Panama perhaps cannot say that its bourse, unlike its banking, is a regional leader, but it does appear as a haven of stability, in relative terms, as far as the current social, political and economic climate in Latin America goes.  One only needs to look at events in Argentina (despite a positive stock market), Uruguay and Venezuela to see that in the greater scheme of things, Panama’s problems – which are readily acknowledged – are far from being exceptionally worrisome.

No better example than Venezuela can be found to illustrate the point.  Following both a general strike and government currency controls, the country’s GDP has contracted by 29 per cent in the first quarter of 2003 which is an all-time record.  Since the start of 2003 about 2000 companies have shut down, according to some estimates.  Now Venezuela’s National Assembly has been drawn into the męlée after pro-government members of the assembly held an unprecedented outdoors session in June.  This followed the spectacle, two days earlier, of opposition members physically preventing pro-government legislators from meeting to approve a new and very unpopular proposal.  So a meeting – unattended by the opposition – was held at the foot of a hill just a few blocks away from the Legislative Palace.  The opposition legislators regard the single-party outdoor session as a farce and any agreements reached will not be recognised by them.

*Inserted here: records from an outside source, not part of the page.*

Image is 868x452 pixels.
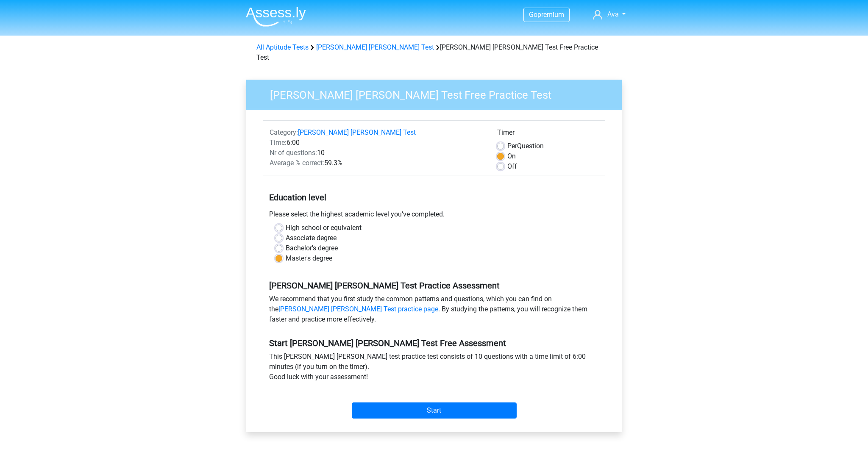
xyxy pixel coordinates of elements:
[278,305,438,313] a: [PERSON_NAME] [PERSON_NAME] Test practice page
[270,159,324,167] span: Average % correct:
[286,233,336,243] label: Associate degree
[253,42,615,63] div: [PERSON_NAME] [PERSON_NAME] Test Free Practice Test
[286,253,332,263] label: Master's degree
[270,128,298,137] span: Category:
[316,43,434,52] a: [PERSON_NAME] [PERSON_NAME] Test
[590,10,629,20] a: Ava
[264,148,491,158] div: 10
[263,209,605,223] div: Please select the highest academic level you’ve completed.
[524,9,569,20] a: Gopremium
[507,151,516,161] label: On
[286,243,338,253] label: Bachelor's degree
[264,138,491,148] div: 6:00
[286,223,362,233] label: High school or equivalent
[269,280,599,291] h5: [PERSON_NAME] [PERSON_NAME] Test Practice Assessment
[270,149,317,157] span: Nr of questions:
[507,142,517,150] span: Per
[246,7,306,27] img: Assessly
[263,294,605,328] div: We recommend that you first study the common patterns and questions, which you can find on the . ...
[269,189,599,206] h5: Education level
[264,158,491,168] div: 59.3%
[260,85,615,102] h3: [PERSON_NAME] [PERSON_NAME] Test Free Practice Test
[497,128,598,141] div: Timer
[507,161,517,172] label: Off
[269,338,599,348] h5: Start [PERSON_NAME] [PERSON_NAME] Test Free Assessment
[263,352,605,385] div: This [PERSON_NAME] [PERSON_NAME] test practice test consists of 10 questions with a time limit of...
[537,11,564,18] span: premium
[298,128,416,137] a: [PERSON_NAME] [PERSON_NAME] Test
[270,138,286,147] span: Time:
[352,402,517,418] input: Start
[257,43,309,52] a: All Aptitude Tests
[507,141,544,151] label: Question
[607,10,619,18] span: Ava
[529,11,537,18] span: Go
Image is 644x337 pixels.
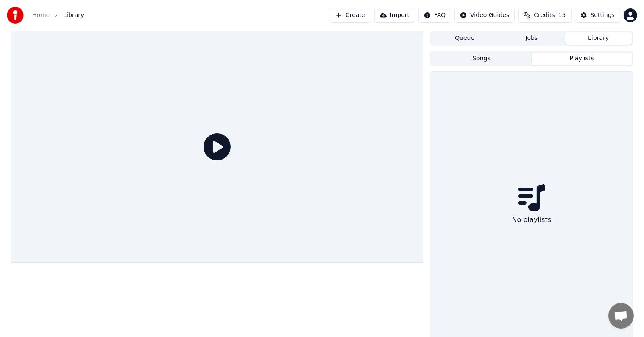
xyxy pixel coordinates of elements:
button: Video Guides [454,8,515,23]
button: FAQ [418,8,451,23]
div: Settings [590,11,614,20]
span: Library [63,11,84,20]
button: Queue [431,32,498,45]
div: No playlists [509,211,555,228]
button: Jobs [498,32,565,45]
button: Library [565,32,632,45]
nav: breadcrumb [32,11,84,20]
button: Playlists [531,52,632,65]
span: Credits [534,11,554,20]
button: Create [330,8,371,23]
button: Credits15 [518,8,571,23]
a: Home [32,11,49,20]
button: Import [374,8,415,23]
button: Settings [575,8,620,23]
img: youka [7,7,24,24]
span: 15 [558,11,566,20]
button: Songs [431,52,531,65]
div: Open chat [608,303,633,328]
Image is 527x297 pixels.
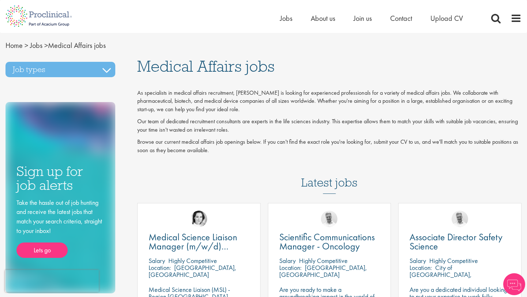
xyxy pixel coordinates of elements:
[137,89,521,114] p: As specialists in medical affairs recruitment, [PERSON_NAME] is looking for experienced professio...
[5,41,106,50] span: Medical Affairs jobs
[148,231,237,261] span: Medical Science Liaison Manager (m/w/d) Nephrologie
[353,14,372,23] a: Join us
[148,263,171,272] span: Location:
[30,41,42,50] a: breadcrumb link to Jobs
[279,263,301,272] span: Location:
[5,41,23,50] a: breadcrumb link to Home
[148,256,165,265] span: Salary
[310,14,335,23] a: About us
[137,138,521,155] p: Browse our current medical affairs job openings below. If you can't find the exact role you're lo...
[409,231,502,252] span: Associate Director Safety Science
[16,164,104,192] h3: Sign up for job alerts
[321,211,337,227] img: Joshua Bye
[279,233,380,251] a: Scientific Communications Manager - Oncology
[137,56,274,76] span: Medical Affairs jobs
[429,256,478,265] p: Highly Competitive
[168,256,217,265] p: Highly Competitive
[409,263,431,272] span: Location:
[16,198,104,258] div: Take the hassle out of job hunting and receive the latest jobs that match your search criteria, s...
[148,263,236,279] p: [GEOGRAPHIC_DATA], [GEOGRAPHIC_DATA]
[137,117,521,134] p: Our team of dedicated recruitment consultants are experts in the life sciences industry. This exp...
[279,263,367,279] p: [GEOGRAPHIC_DATA], [GEOGRAPHIC_DATA]
[451,211,468,227] img: Joshua Bye
[301,158,357,194] h3: Latest jobs
[409,233,510,251] a: Associate Director Safety Science
[430,14,463,23] a: Upload CV
[280,14,292,23] a: Jobs
[191,211,207,227] img: Greta Prestel
[148,233,249,251] a: Medical Science Liaison Manager (m/w/d) Nephrologie
[390,14,412,23] a: Contact
[409,256,426,265] span: Salary
[16,242,68,258] a: Lets go
[5,62,115,77] h3: Job types
[279,231,374,252] span: Scientific Communications Manager - Oncology
[44,41,48,50] span: >
[279,256,295,265] span: Salary
[503,273,525,295] img: Chatbot
[299,256,347,265] p: Highly Competitive
[24,41,28,50] span: >
[5,270,99,292] iframe: reCAPTCHA
[409,263,471,286] p: City of [GEOGRAPHIC_DATA], [GEOGRAPHIC_DATA]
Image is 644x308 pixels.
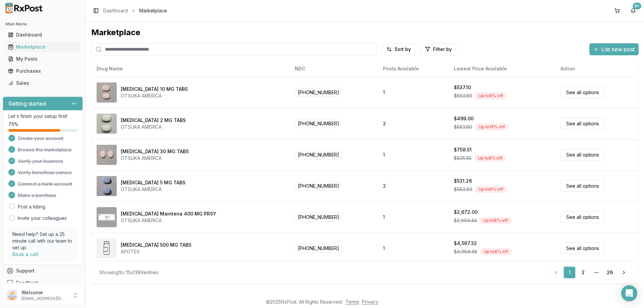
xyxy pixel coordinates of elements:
[18,215,67,221] a: Invite your colleagues
[12,231,73,251] p: Need help? Set up a 25 minute call with our team to set up.
[475,186,507,193] div: Up to 9 % off
[433,46,452,52] span: Filter by
[103,8,167,14] nav: breadcrumb
[454,186,472,192] span: $583.80
[454,209,478,216] div: $2,672.00
[18,135,63,142] span: Create your account
[8,100,46,108] h3: Getting started
[3,3,46,13] img: RxPost Logo
[5,65,80,77] a: Purchases
[382,43,415,55] button: Sort by
[449,60,555,77] th: Lowest Price Available
[18,169,72,176] span: Verify beneficial owners
[378,60,449,77] th: Posts Available
[121,148,189,155] div: [MEDICAL_DATA] 30 MG TABS
[8,68,77,74] div: Purchases
[8,32,77,38] div: Dashboard
[589,43,639,55] button: List new post
[97,238,117,258] img: Abiraterone Acetate 500 MG TABS
[5,41,80,53] a: Marketplace
[454,146,472,153] div: $759.51
[561,149,605,160] a: See all options
[8,80,77,86] div: Sales
[454,92,472,99] span: $583.80
[290,60,378,77] th: NDC
[3,54,83,64] button: My Posts
[480,217,512,224] div: Up to 8 % off
[454,155,472,161] span: $825.55
[295,212,342,221] span: [PHONE_NUMBER]
[475,123,509,131] div: Up to 15 % off
[454,124,472,130] span: $583.80
[378,77,449,108] td: 1
[454,115,474,122] div: $499.00
[8,113,77,120] p: Let's finish your setup first!
[561,86,605,98] a: See all options
[589,47,639,53] a: List new post
[121,179,186,186] div: [MEDICAL_DATA] 5 MG TABS
[97,207,117,227] img: Abilify Maintena 400 MG PRSY
[16,280,39,286] span: Feedback
[563,266,575,278] a: 1
[454,248,478,255] span: $4,964.48
[617,266,631,278] a: Go to next page
[8,56,77,62] div: My Posts
[3,277,83,289] button: Feedback
[18,180,72,187] span: Connect a bank account
[295,181,342,190] span: [PHONE_NUMBER]
[121,210,216,217] div: [MEDICAL_DATA] Maintena 400 MG PRSY
[3,78,83,88] button: Sales
[121,155,189,161] div: OTSUKA AMERICA
[5,29,80,41] a: Dashboard
[99,269,159,276] div: Showing 1 to 15 of 389 entries
[3,264,83,277] button: Support
[7,290,17,300] img: User avatar
[295,150,342,159] span: [PHONE_NUMBER]
[5,53,80,65] a: My Posts
[121,217,216,224] div: OTSUKA AMERICA
[121,124,186,130] div: OTSUKA AMERICA
[604,266,616,278] a: 26
[3,66,83,76] button: Purchases
[103,8,128,14] a: Dashboard
[454,217,477,224] span: $2,904.44
[561,180,605,192] a: See all options
[91,60,290,77] th: Drug Name
[454,178,472,184] div: $531.26
[633,3,641,9] div: 9+
[421,43,456,55] button: Filter by
[345,299,359,304] a: Terms
[602,45,635,53] span: List new post
[550,266,631,278] nav: pagination
[475,92,507,100] div: Up to 8 % off
[295,88,342,97] span: [PHONE_NUMBER]
[561,118,605,129] a: See all options
[12,251,38,257] a: Book a call
[21,296,68,301] p: [EMAIL_ADDRESS][DOMAIN_NAME]
[8,121,18,128] span: 75 %
[18,146,72,153] span: Browse the marketplace
[561,242,605,254] a: See all options
[121,248,191,255] div: APOTEX
[378,108,449,139] td: 2
[121,117,186,124] div: [MEDICAL_DATA] 2 MG TABS
[378,201,449,232] td: 1
[97,114,117,134] img: Abilify 2 MG TABS
[555,60,639,77] th: Action
[5,77,80,89] a: Sales
[18,192,57,199] span: Make a purchase
[121,86,188,92] div: [MEDICAL_DATA] 10 MG TABS
[97,176,117,196] img: Abilify 5 MG TABS
[295,119,342,128] span: [PHONE_NUMBER]
[362,299,378,304] a: Privacy
[121,186,186,192] div: OTSUKA AMERICA
[5,21,80,27] h2: Main Menu
[378,170,449,201] td: 2
[91,27,639,38] div: Marketplace
[3,41,83,52] button: Marketplace
[621,285,637,301] div: Open Intercom Messenger
[561,211,605,223] a: See all options
[8,44,77,50] div: Marketplace
[18,204,45,210] a: Post a listing
[3,29,83,40] button: Dashboard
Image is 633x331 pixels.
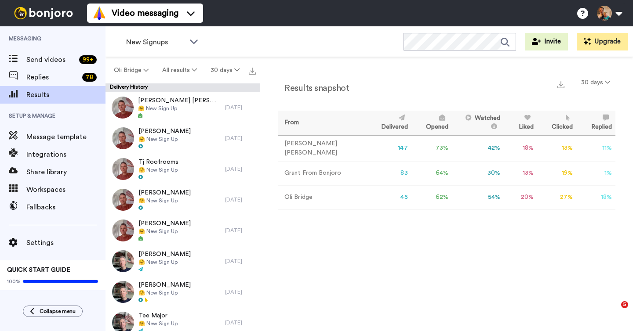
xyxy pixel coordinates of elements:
[225,258,256,265] div: [DATE]
[504,161,537,185] td: 13 %
[204,62,246,78] button: 30 days
[138,228,191,235] span: 🤗 New Sign Up
[26,55,76,65] span: Send videos
[366,161,411,185] td: 83
[138,189,191,197] span: [PERSON_NAME]
[105,246,260,277] a: [PERSON_NAME]🤗 New Sign Up[DATE]
[40,308,76,315] span: Collapse menu
[452,135,504,161] td: 42 %
[603,302,624,323] iframe: Intercom live chat
[112,97,134,119] img: 8d2d54ff-a7f0-481c-a8f5-a8ba46598f67-thumb.jpg
[23,306,83,317] button: Collapse menu
[452,111,504,135] th: Watched
[576,75,615,91] button: 30 days
[26,90,105,100] span: Results
[112,189,134,211] img: 2ac4a839-893e-42da-9c30-7428c4d91ecf-thumb.jpg
[105,92,260,123] a: [PERSON_NAME] [PERSON_NAME]🤗 New Sign Up[DATE]
[105,215,260,246] a: [PERSON_NAME]🤗 New Sign Up[DATE]
[138,281,191,290] span: [PERSON_NAME]
[26,72,79,83] span: Replies
[366,111,411,135] th: Delivered
[366,185,411,210] td: 45
[525,33,568,51] button: Invite
[112,220,134,242] img: cf157d84-c5cb-4678-a812-e8a9ddbbca70-thumb.jpg
[555,78,567,91] button: Export a summary of each team member’s results that match this filter now.
[7,267,70,273] span: QUICK START GUIDE
[112,7,178,19] span: Video messaging
[138,290,191,297] span: 🤗 New Sign Up
[278,185,366,210] td: Oli Bridge
[576,135,615,161] td: 11 %
[138,250,191,259] span: [PERSON_NAME]
[537,185,577,210] td: 27 %
[105,154,260,185] a: Tj Roofrooms🤗 New Sign Up[DATE]
[225,289,256,296] div: [DATE]
[138,197,191,204] span: 🤗 New Sign Up
[26,185,105,195] span: Workspaces
[138,158,178,167] span: Tj Roofrooms
[577,33,628,51] button: Upgrade
[246,64,258,77] button: Export all results that match these filters now.
[249,68,256,75] img: export.svg
[225,196,256,204] div: [DATE]
[138,259,191,266] span: 🤗 New Sign Up
[411,185,452,210] td: 62 %
[79,55,97,64] div: 99 +
[225,135,256,142] div: [DATE]
[156,62,204,78] button: All results
[537,111,577,135] th: Clicked
[278,111,366,135] th: From
[138,96,221,105] span: [PERSON_NAME] [PERSON_NAME]
[82,73,97,82] div: 78
[138,312,178,320] span: Tee Major
[452,185,504,210] td: 54 %
[138,167,178,174] span: 🤗 New Sign Up
[105,185,260,215] a: [PERSON_NAME]🤗 New Sign Up[DATE]
[278,84,349,93] h2: Results snapshot
[411,161,452,185] td: 64 %
[105,123,260,154] a: [PERSON_NAME]🤗 New Sign Up[DATE]
[138,127,191,136] span: [PERSON_NAME]
[504,111,537,135] th: Liked
[126,37,185,47] span: New Signups
[366,135,411,161] td: 147
[114,66,142,75] span: Oli Bridge
[138,320,178,327] span: 🤗 New Sign Up
[138,136,191,143] span: 🤗 New Sign Up
[92,6,106,20] img: vm-color.svg
[576,185,615,210] td: 18 %
[225,227,256,234] div: [DATE]
[112,158,134,180] img: e32820a1-53d2-4b41-9cf1-a26e6b4b75a3-thumb.jpg
[225,320,256,327] div: [DATE]
[105,84,260,92] div: Delivery History
[504,185,537,210] td: 20 %
[138,105,221,112] span: 🤗 New Sign Up
[26,202,105,213] span: Fallbacks
[26,132,105,142] span: Message template
[11,7,76,19] img: bj-logo-header-white.svg
[411,135,452,161] td: 73 %
[26,167,105,178] span: Share library
[537,135,577,161] td: 13 %
[112,281,134,303] img: 3d9aadb5-ec8d-4a16-bcd2-45614f6a49a5-thumb.jpg
[411,111,452,135] th: Opened
[225,166,256,173] div: [DATE]
[225,104,256,111] div: [DATE]
[621,302,628,309] span: 5
[504,135,537,161] td: 18 %
[105,277,260,308] a: [PERSON_NAME]🤗 New Sign Up[DATE]
[112,251,134,273] img: 7d4ff156-4189-48f7-a1f2-d13d53d8cdce-thumb.jpg
[576,111,615,135] th: Replied
[112,127,134,149] img: 3f5821a8-f2ee-44a4-b1b5-e3f6db4a448c-thumb.jpg
[576,161,615,185] td: 1 %
[26,238,105,248] span: Settings
[452,161,504,185] td: 30 %
[278,135,366,161] td: [PERSON_NAME] [PERSON_NAME]
[278,161,366,185] td: Grant From Bonjoro
[138,219,191,228] span: [PERSON_NAME]
[107,62,156,78] button: Oli Bridge
[557,81,564,88] img: export.svg
[7,278,21,285] span: 100%
[537,161,577,185] td: 19 %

The heart of the problem is a series of changes to the assembly’s internal rules that would prevent the opposition from blocking any government legislative initiatives, thus allowing the approval of new laws intended to limit, inter alia, press freedom and restrict the right to free assembly. 

The confusion over the assembly’s procedural rules now means that the future operation of the legislature is not clear.  Nor is the position of a hoped-for deal initiated more than six months ago by César Gaviria, the secretary-general of the Organisation of American States, between Hugo Chávez and the opposition.  At the end of May a 19-point document was signed by both sides concerning a referendum on Chávez’s rule.  Just after the signing both parties began quarrelling again over interpretation of the pact and, depending on which argument prevails, the government could delay a presidential referendum until August, 2004.

Unlike the Brazilian president, whose tenure is still only months old and which has prompted him to defend his record so far by saying that you can’t “judge a baby while in its mother’s womb”, Hugo Chávez has no such defence.  The baby has been born and is in danger of being thrown out with the bath water.  When Chávez, in promoting a peaceful revolution, promised more open government, I am sure that Venezuelans did not have in mind a special one-sided congressional session held at the foot of a hill in El Calvario park in the centre of Caracas.

Letter from Panama is published by Trust Services, S. A. which is a British- managed trust company licensed under the banking laws of Panama.  It is written by our Managing Director who is a former member of the Latin America and Caribbean Banking Commission as well as a former offshore banking and insurance regulator.   He has over 35 years private and public sector experience in the financial services industry.  Our website provides a broad range of related essays.

Engaging an offshore representative is an important decision and we advise all persons to seek appropriate legal and tax advice from professionals licensed to render such advice before making offshore commitments.